ALLISON: Yes, I think it is. I think it's immature.

But you know what? I think that the celebrities are going to -- once they figure out that they can blog, that they can post videos -- if Britney Spears posted a video right now on YouTube, if she chose to do that and said, you know what? I'm sick of all of the crap that I've been getting, everyone in America would watch that. And that's powerful.

KURTZ: All right. Got to go.

COSTELLO: May I just leave you with one thing?

KURTZ: We've got to go, sorry.

Carol Costello, Julia Allison, thanks for enlightening us.

And Julia, call me up when that video is posted.

Still to come, these kids today, how old do you have to be to play in the journalistic big leagues?

(COMMERCIAL BREAK)

KURTZ: When we aren't worrying about Iraq, Iran and Oprah, journalists have been debating this burning question -- how old do you have to be to write a front-page story for "The Washington Post?"

(BEGIN VIDEOTAPE)

KURTZ (voice over): Well, I couldn't have done it when I was this age.
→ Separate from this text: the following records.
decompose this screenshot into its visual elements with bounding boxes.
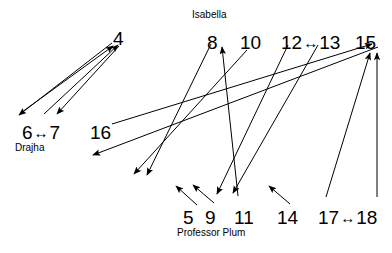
node-pair-17-18[interactable]: 17↔18	[318, 208, 377, 227]
person-label-isabella: Isabella	[192, 10, 226, 20]
edge-arrow	[326, 53, 370, 197]
node-pair-12-13[interactable]: 12↔13	[281, 33, 340, 52]
node-label-5[interactable]: 5	[183, 208, 194, 227]
bidirectional-arrow-icon: ↔	[303, 33, 318, 52]
edge-arrow	[193, 185, 214, 203]
node-label-17[interactable]: 17	[318, 208, 339, 227]
node-label-7[interactable]: 7	[50, 123, 61, 142]
bidirectional-arrow-icon: ↔	[34, 123, 49, 142]
node-label-8[interactable]: 8	[207, 33, 218, 52]
node-label-12[interactable]: 12	[281, 33, 302, 52]
person-label-professor-plum: Professor Plum	[177, 228, 245, 238]
edge-arrow	[233, 45, 318, 193]
diagram-canvas: 481012↔13156↔71659111417↔18 Isabella Dra…	[0, 0, 392, 253]
node-label-9[interactable]: 9	[205, 208, 216, 227]
node-label-18[interactable]: 18	[356, 208, 377, 227]
edge-arrow	[147, 44, 211, 175]
node-label-4[interactable]: 4	[113, 29, 124, 48]
edge-arrow	[176, 186, 197, 205]
edge-arrow	[217, 45, 288, 194]
person-label-drajha: Drajha	[15, 143, 44, 153]
node-label-11[interactable]: 11	[234, 208, 254, 227]
edge-arrow	[269, 186, 290, 204]
edge-arrow	[44, 45, 118, 114]
edge-group	[19, 43, 378, 205]
node-label-6[interactable]: 6	[22, 123, 33, 142]
node-pair-6-7[interactable]: 6↔7	[22, 123, 60, 142]
node-label-14[interactable]: 14	[277, 208, 298, 227]
node-label-13[interactable]: 13	[319, 33, 340, 52]
node-label-15[interactable]: 15	[355, 33, 376, 52]
node-label-10[interactable]: 10	[240, 33, 261, 52]
bidirectional-arrow-icon: ↔	[340, 208, 355, 227]
node-label-16[interactable]: 16	[90, 123, 111, 142]
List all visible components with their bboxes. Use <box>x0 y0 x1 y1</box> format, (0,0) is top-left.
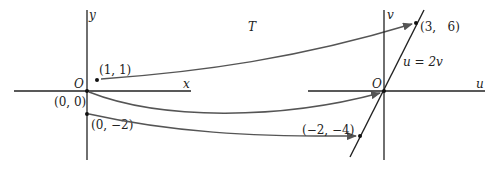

I did have a few when I joined the paper at age 27.

The question arises because of criticism of this Page 1 piece by Perry Bacon Jr., a former "TIME" magazine correspondent who is, yes, 27 years old. "Foes use Obama's Muslim Ties to Fuel Rumors About Him," the headline said.

I've criticized the story because rather than knocking down the rumors, as the paper says it intended, The Post didn't make clear that they are false.

Along comes middle-aged Chris Daly, a one-time stringer for The Post and now a Boston University journalism professor. He asked on his blog, "Since when does The Post assign 27 year-olds to write Page 1 presidential campaign pieces?"

Editor Len Downey fired back, accusing Daly of a reckless, shoddy and irresponsible attack on a fine journalist and saying he owes Bacon an apology. Daly backed off a bit. Lots of other tackled the age issue on Jim Romenesko's media Web site.

Excuse me, but the old bowls like Jack Germond and Jules Witcover and Bruce Morton have largely retired. It's a young person's game.

Bob Woodward and Carl Bernstein were in their late 20s when they broke the Watergate scandal. Jon Meacham became Newsweek's managing editor at 29. He now runs the magazine.

Reporters in their 20s routinely risk their lives in Iraq.

Philip Roth was 26 when he published his first major novel, "Goodbye, Columbus." Paul McCartney was 21 and John Lennon 23 when they landed on "The Ed Sullivan Show," having started writing the songs that would change music forever.

Mark Zuckerberg is the billionaire who created Facebook. He's all of 23 years old.

(END VIDEOTAPE)

KURTZ: Now, a bit of seasoning and a few extra wrinkles does help in covering presidential politics. I know a bit more about the game than when I was a rookie chasing after candidate Jimmy Carter. But to suggest that a talented young reporter can't produce Page 1 journalism sounds to me like a case of creeping old fogyism.

Well, that's it for this edition of RELIABLE SOURCES.

I'm Howard Kurtz.

Join us again next Sunday morning, 10:00 a.m. Eastern, for another critical look at the media.